The Confusion of Nemo Chapman
Nemo Chapman was a teenager devoted to the South De Kalb County YMCA, “a guy down on one knee helping out a little kid, or with kids just hanging around his neck, following him everywhere he went.” When Nemo was presented with the award for Outstanding Camp Counselor, the kids all leaped to their feet, chanting “Ne-mo, Ne-mo, Ne-mo!”
After graduating from high school, Nemo and his friend Mike McFarland spent the summer in Chicago where they performed a comedy act in churches and Christian nightspots. In the fall, Nemo went back home to Georgia and enrolled at South De Kalb Community College, hoping to get a degree that might help him land a job with the YMCA. It was then that Mike suggested Nemo read J.D. Salinger's novel, The Catcher in the Rye, the story of a mixed-up teenager who, “distraught at his discovery that the world seems to be made up of phonies, runs away to wander around New York.“
The following summer, Nemo volunteered for the Y's international program and was sent to Lebanon. But when civil war erupted there, the YMCA was evacuated. Nemo was then sent to work with Vietnamese refugees at a resettlement camp in Arkansas where he quickly became the hero of all the Vietnamese children. He rose through the ranks to become Area Coordinator and a key aide to the Program Director, who said, “He was really caring with the refugees and he worked his tail off to do everything exactly right. He was a super kid.”
When the resettlement program ended in December, 1975, Nemo said to his friend, Rod Riemersma, “We're all going to get together again. One day one of us is going to be somebody. About five years from now, one of us will do something famous, and it will bring us all together.”
Holden Caulfield, the tortured protagonist in Salinger's book, describes to his kid sister Phoebe the job of his dreams: “I keep picturing all these little kids playing some game in this big field of rye and all. Thousands of little kids, and nobody's around – nobody big, I mean – except me. And I'm standing on the edge of some crazy cliff. What I have to do, I have to catch everybody if they start to go over the cliff. I mean, if they're running and they don't look where they're going I have to come out from somewhere and catch them… I'd just be the catcher in the rye and all…“
But who will keep Holden Caulfield from falling off that “crazy cliff”? Who is there for him? Sadly, no one stepped out from the field of rye to stop Nemo Chapman, either.
When the New York police arrived on the scene five years later, December 8th, 1980, they found Mark David “Nemo” Chapman sitting on a curb reading The Catcher in the Rye. John Lennon lay dead on the sidewalk beside him. Looking inside the book's cover, the police found written these words: “This is my statement.” And it was signed, “Holden Caulfield, Catcher in the Rye.“
Sometimes people – people just like you and me – do sick and twisted things.
And we have no answers why.
Roy H. Williams
PS – If you didn't receive last week's memo about The Death of Hype, it's because I included three short examples of “selling” phrases that have been so overused that they're no longer effective. Almost as if to prove my point, the SPAM filters on servers all across America saw those phrases and sent the memo immediately to the trash. You'll find that memo, as well as all the others for the past year, in the Monday Memo Archives. Just look for the MMM Archive icon in the left column of the home page, right under Course Descriptions at wizardacademy.org. – RHW
PPS – For perhaps the most thorough retracing of the steps that led Mark David Chapman to New York that fateful night, look for the investigative report by Fred McGunagle. Incredible stuff.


WHAT YOU HAVE TO DO: Pictures aside, restate the records below exactly as written.

EXERCISE MATERIAL:
----
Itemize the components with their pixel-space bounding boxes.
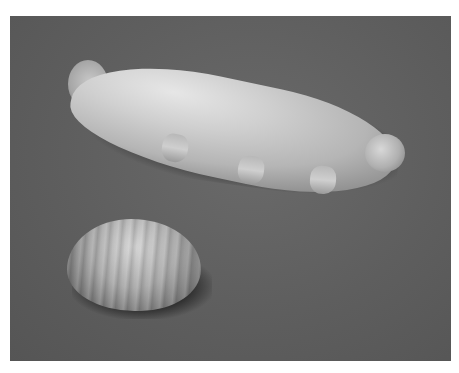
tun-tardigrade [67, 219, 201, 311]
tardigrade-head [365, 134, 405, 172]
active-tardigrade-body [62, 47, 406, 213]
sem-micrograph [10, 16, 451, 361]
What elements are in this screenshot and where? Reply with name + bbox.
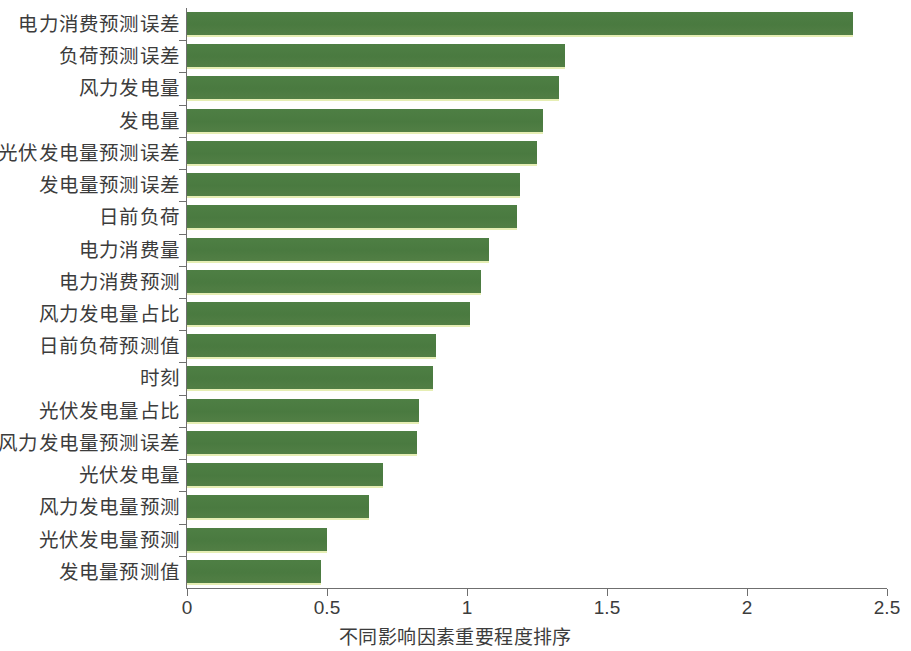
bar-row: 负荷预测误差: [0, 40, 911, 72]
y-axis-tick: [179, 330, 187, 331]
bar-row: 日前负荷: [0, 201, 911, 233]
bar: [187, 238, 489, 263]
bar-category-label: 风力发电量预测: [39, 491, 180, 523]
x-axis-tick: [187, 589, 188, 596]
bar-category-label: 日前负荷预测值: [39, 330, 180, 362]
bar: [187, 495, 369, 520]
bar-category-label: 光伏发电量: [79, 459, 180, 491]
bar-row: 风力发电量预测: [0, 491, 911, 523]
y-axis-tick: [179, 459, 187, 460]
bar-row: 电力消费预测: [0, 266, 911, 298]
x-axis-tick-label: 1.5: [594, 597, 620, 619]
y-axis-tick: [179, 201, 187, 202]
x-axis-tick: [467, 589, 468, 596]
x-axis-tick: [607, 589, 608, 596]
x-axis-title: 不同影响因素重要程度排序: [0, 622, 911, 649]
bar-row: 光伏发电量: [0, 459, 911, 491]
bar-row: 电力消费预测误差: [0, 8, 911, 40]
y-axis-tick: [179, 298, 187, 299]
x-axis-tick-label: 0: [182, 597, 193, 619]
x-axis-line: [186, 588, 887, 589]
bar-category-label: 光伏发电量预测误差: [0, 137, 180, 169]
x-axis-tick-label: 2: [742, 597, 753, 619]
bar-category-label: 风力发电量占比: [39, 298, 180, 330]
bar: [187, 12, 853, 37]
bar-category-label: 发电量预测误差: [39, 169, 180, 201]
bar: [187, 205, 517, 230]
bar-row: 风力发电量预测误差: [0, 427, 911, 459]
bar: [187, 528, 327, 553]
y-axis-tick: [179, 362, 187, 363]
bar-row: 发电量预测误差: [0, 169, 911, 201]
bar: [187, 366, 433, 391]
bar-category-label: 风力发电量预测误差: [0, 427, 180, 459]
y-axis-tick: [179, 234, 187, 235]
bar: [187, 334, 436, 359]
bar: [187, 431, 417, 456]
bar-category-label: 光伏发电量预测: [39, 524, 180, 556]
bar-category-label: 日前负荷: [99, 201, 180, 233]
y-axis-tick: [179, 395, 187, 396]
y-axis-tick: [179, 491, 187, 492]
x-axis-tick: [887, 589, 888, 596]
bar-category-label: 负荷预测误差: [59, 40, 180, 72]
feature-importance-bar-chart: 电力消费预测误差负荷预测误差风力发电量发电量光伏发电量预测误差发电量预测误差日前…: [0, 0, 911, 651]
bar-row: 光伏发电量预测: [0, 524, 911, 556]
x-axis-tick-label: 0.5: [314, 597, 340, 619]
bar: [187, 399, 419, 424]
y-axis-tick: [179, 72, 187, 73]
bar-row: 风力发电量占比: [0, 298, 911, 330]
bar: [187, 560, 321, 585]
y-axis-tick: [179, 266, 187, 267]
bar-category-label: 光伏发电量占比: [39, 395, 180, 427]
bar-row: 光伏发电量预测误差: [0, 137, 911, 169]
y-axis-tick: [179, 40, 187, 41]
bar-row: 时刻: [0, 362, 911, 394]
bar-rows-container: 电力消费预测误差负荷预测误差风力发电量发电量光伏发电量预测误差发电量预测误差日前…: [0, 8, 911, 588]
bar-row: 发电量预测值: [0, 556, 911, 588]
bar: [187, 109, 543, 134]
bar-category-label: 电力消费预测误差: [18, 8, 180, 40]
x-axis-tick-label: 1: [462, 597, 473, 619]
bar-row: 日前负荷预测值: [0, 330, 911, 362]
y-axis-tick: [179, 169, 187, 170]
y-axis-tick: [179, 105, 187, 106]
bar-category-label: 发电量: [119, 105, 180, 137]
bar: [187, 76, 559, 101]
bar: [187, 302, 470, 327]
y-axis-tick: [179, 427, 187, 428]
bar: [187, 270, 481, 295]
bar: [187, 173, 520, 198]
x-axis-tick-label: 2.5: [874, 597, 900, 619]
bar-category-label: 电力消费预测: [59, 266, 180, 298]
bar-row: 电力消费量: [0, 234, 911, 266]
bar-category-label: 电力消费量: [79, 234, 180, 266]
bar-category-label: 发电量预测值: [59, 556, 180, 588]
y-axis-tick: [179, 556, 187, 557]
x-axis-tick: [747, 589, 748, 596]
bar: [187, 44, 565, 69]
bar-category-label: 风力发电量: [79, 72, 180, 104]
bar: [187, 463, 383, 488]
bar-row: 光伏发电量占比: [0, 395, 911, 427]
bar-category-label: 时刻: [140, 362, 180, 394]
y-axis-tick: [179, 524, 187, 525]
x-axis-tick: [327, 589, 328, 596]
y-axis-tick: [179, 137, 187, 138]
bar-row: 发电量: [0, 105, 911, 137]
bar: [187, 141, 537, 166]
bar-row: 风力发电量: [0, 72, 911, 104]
----
REPLY:
Itemize the components with their pixel-space bounding boxes.
tun-tardigrade [67, 219, 201, 311]
tardigrade-head [365, 134, 405, 172]
active-tardigrade-body [62, 47, 406, 213]
sem-micrograph [10, 16, 451, 361]
What elements are in this screenshot and where? Reply with name + bbox.
bar-row: 负荷预测误差: [0, 40, 911, 72]
y-axis-tick: [179, 330, 187, 331]
bar-row: 日前负荷: [0, 201, 911, 233]
bar: [187, 238, 489, 263]
bar-category-label: 风力发电量预测: [39, 491, 180, 523]
x-axis-tick: [187, 589, 188, 596]
bar-category-label: 日前负荷预测值: [39, 330, 180, 362]
bar: [187, 495, 369, 520]
bar-category-label: 光伏发电量: [79, 459, 180, 491]
bar-row: 风力发电量预测: [0, 491, 911, 523]
y-axis-tick: [179, 459, 187, 460]
bar-row: 电力消费预测: [0, 266, 911, 298]
x-axis-tick-label: 1.5: [594, 597, 620, 619]
y-axis-tick: [179, 201, 187, 202]
x-axis-tick: [467, 589, 468, 596]
x-axis-tick: [607, 589, 608, 596]
x-axis-title: 不同影响因素重要程度排序: [0, 622, 911, 649]
bar-row: 光伏发电量: [0, 459, 911, 491]
bar-row: 电力消费预测误差: [0, 8, 911, 40]
y-axis-tick: [179, 298, 187, 299]
x-axis-tick-label: 0: [182, 597, 193, 619]
x-axis-line: [186, 588, 887, 589]
bar-category-label: 光伏发电量预测误差: [0, 137, 180, 169]
x-axis-tick-label: 2: [742, 597, 753, 619]
bar-category-label: 风力发电量占比: [39, 298, 180, 330]
bar: [187, 12, 853, 37]
bar-category-label: 发电量预测误差: [39, 169, 180, 201]
bar: [187, 205, 517, 230]
bar-row: 风力发电量预测误差: [0, 427, 911, 459]
bar: [187, 528, 327, 553]
y-axis-tick: [179, 362, 187, 363]
bar-row: 发电量预测误差: [0, 169, 911, 201]
bar: [187, 366, 433, 391]
bar-category-label: 风力发电量预测误差: [0, 427, 180, 459]
y-axis-tick: [179, 234, 187, 235]
bar: [187, 334, 436, 359]
bar: [187, 431, 417, 456]
bar-category-label: 光伏发电量预测: [39, 524, 180, 556]
bar-category-label: 日前负荷: [99, 201, 180, 233]
y-axis-tick: [179, 395, 187, 396]
y-axis-tick: [179, 491, 187, 492]
x-axis-tick: [887, 589, 888, 596]
bar-category-label: 负荷预测误差: [59, 40, 180, 72]
feature-importance-bar-chart: 电力消费预测误差负荷预测误差风力发电量发电量光伏发电量预测误差发电量预测误差日前…: [0, 0, 911, 651]
bar-row: 光伏发电量预测: [0, 524, 911, 556]
x-axis-tick-label: 0.5: [314, 597, 340, 619]
bar: [187, 399, 419, 424]
y-axis-tick: [179, 72, 187, 73]
bar-row: 风力发电量占比: [0, 298, 911, 330]
bar: [187, 560, 321, 585]
y-axis-tick: [179, 266, 187, 267]
bar-category-label: 光伏发电量占比: [39, 395, 180, 427]
bar-row: 光伏发电量预测误差: [0, 137, 911, 169]
y-axis-tick: [179, 40, 187, 41]
bar-row: 时刻: [0, 362, 911, 394]
bar-rows-container: 电力消费预测误差负荷预测误差风力发电量发电量光伏发电量预测误差发电量预测误差日前…: [0, 8, 911, 588]
bar-row: 发电量预测值: [0, 556, 911, 588]
bar: [187, 109, 543, 134]
bar-category-label: 电力消费预测误差: [18, 8, 180, 40]
x-axis-tick-label: 1: [462, 597, 473, 619]
bar-row: 日前负荷预测值: [0, 330, 911, 362]
y-axis-tick: [179, 169, 187, 170]
y-axis-tick: [179, 105, 187, 106]
bar-category-label: 发电量: [119, 105, 180, 137]
bar: [187, 76, 559, 101]
bar: [187, 302, 470, 327]
y-axis-tick: [179, 427, 187, 428]
bar: [187, 270, 481, 295]
bar: [187, 173, 520, 198]
x-axis-tick-label: 2.5: [874, 597, 900, 619]
bar-category-label: 电力消费预测: [59, 266, 180, 298]
bar-row: 电力消费量: [0, 234, 911, 266]
bar-category-label: 电力消费量: [79, 234, 180, 266]
bar-category-label: 发电量预测值: [59, 556, 180, 588]
y-axis-tick: [179, 556, 187, 557]
x-axis-tick: [747, 589, 748, 596]
bar: [187, 44, 565, 69]
bar-category-label: 风力发电量: [79, 72, 180, 104]
bar: [187, 463, 383, 488]
bar-row: 光伏发电量占比: [0, 395, 911, 427]
bar-category-label: 时刻: [140, 362, 180, 394]
y-axis-tick: [179, 524, 187, 525]
x-axis-tick: [327, 589, 328, 596]
y-axis-tick: [179, 137, 187, 138]
bar-row: 发电量: [0, 105, 911, 137]
bar: [187, 141, 537, 166]
bar-row: 风力发电量: [0, 72, 911, 104]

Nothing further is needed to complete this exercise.